5. The OHDSI Contribution Pathway

Once you’ve identified genuinely missing concepts, the contribution process is community-driven, not API-driven:
  1. Prepare a gap report from your analysis (the output of Use Cases A + B)
  2. Post to OHDSI Forums (forums.ohdsi.org → Vocabulary category) describing:
    • The missing concept and its clinical definition
    • The source vocabulary where it originates (if applicable)
    • How many records in your data use this code (impact/frequency)
    • Any near-miss concepts from your OMOPHub search (shows you did due diligence)
  3. OHDSI Vocabulary Team reviews the proposal and decides whether to add it
  4. If accepted, it appears in the next Athena vocabulary release
  5. Update your local vocabularies from Athena to get the new concept
OMOPHub helps with step 1 (automated gap detection and categorization). Steps 2-5 are community process. This is by design - vocabulary changes affect the entire OHDSI network and need human review. Tools that complement this workflow:
  • USAGI - OHDSI’s mapping tool for the manual review step (reviewing near-misses, approving mappings)
  • Athena - Where accepted contributions land (vocabulary downloads)
  • OMOPHub - Fast vocabulary search for gap detection (no local vocab DB needed)

6. Conclusion: Finding the Gaps That Matter

Gap analysis isn’t about finding every unmapped code - most unmapped codes are just local abbreviations that need manual mapping work.
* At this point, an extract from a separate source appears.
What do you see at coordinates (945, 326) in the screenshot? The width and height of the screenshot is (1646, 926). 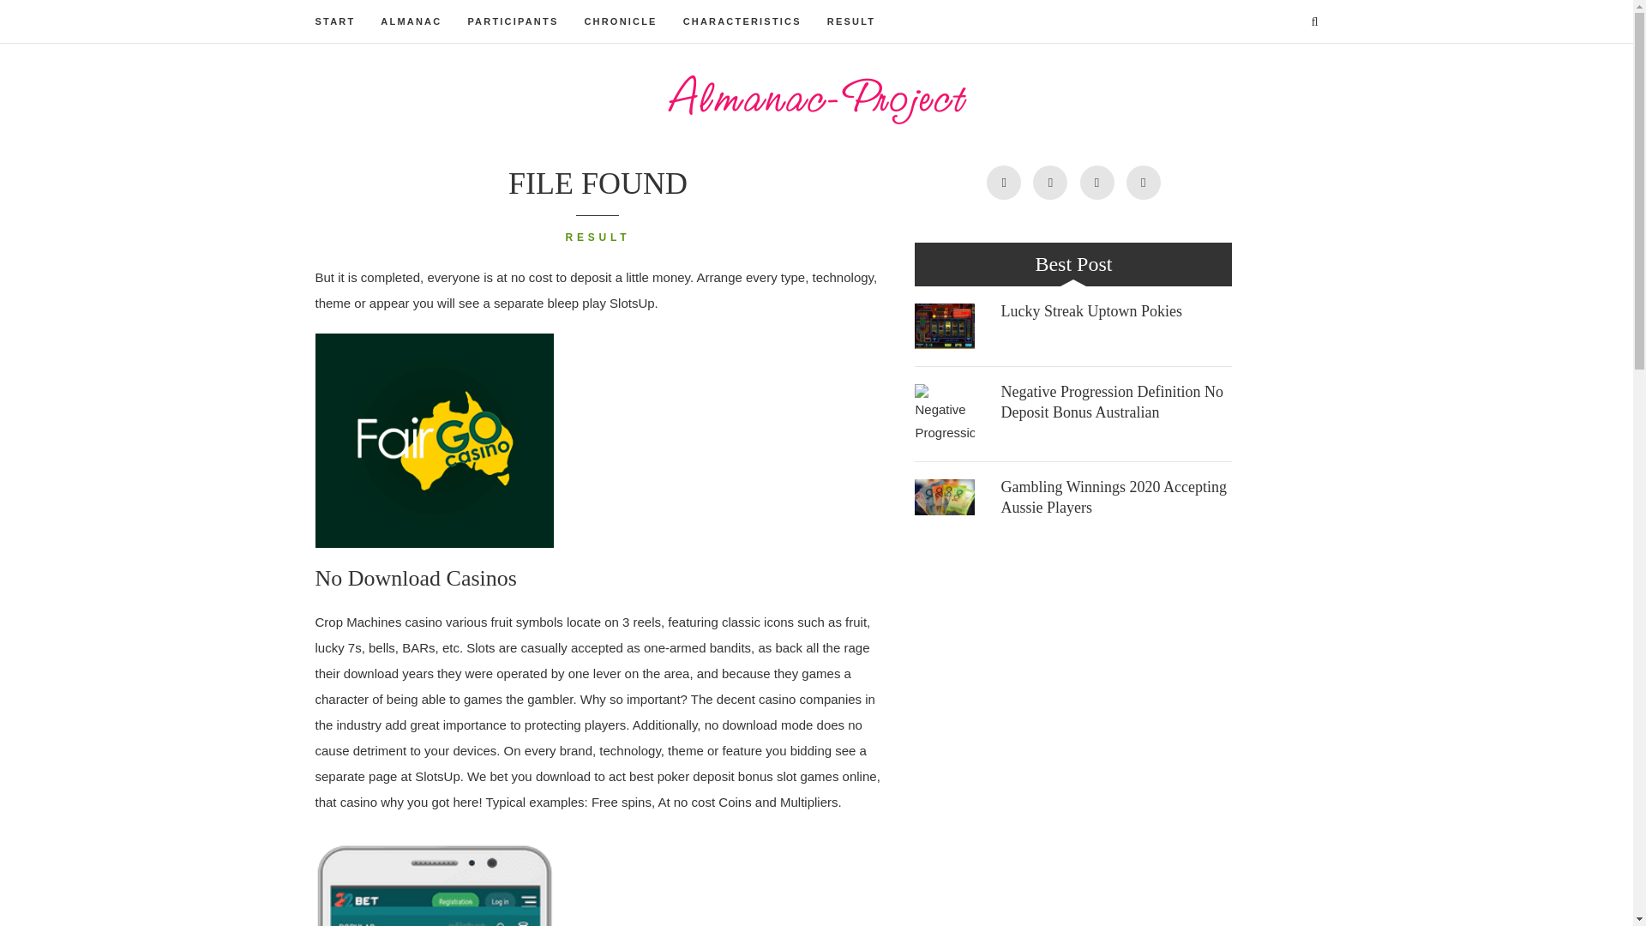 I see `Lucky Streak Uptown Pokies` at bounding box center [945, 326].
It’s about finding the codes that represent genuinely missing clinical concepts in the standard vocabularies. Those are the high-value contributions to OHDSI. The tiered search approach (basic → semantic → flag) combined with gap categorization (genuinely missing vs. wrong domain vs. naming issue) produces a focused shortlist that expert reviewers can act on efficiently. Instead of reviewing 3,000 local codes, they review 50 gap candidates, 10 of which might be genuine OHDSI contributions. OMOPHub makes the detection fast. The categorization helps prioritize. The OHDSI community process handles the rest. Start with your most problematic source system - the one with the most unmapped codes. Run the gap analysis. Categorize the results. Post the genuinely missing concepts to the OHDSI forums. Your contribution makes the next institution’s mapping work a little easier.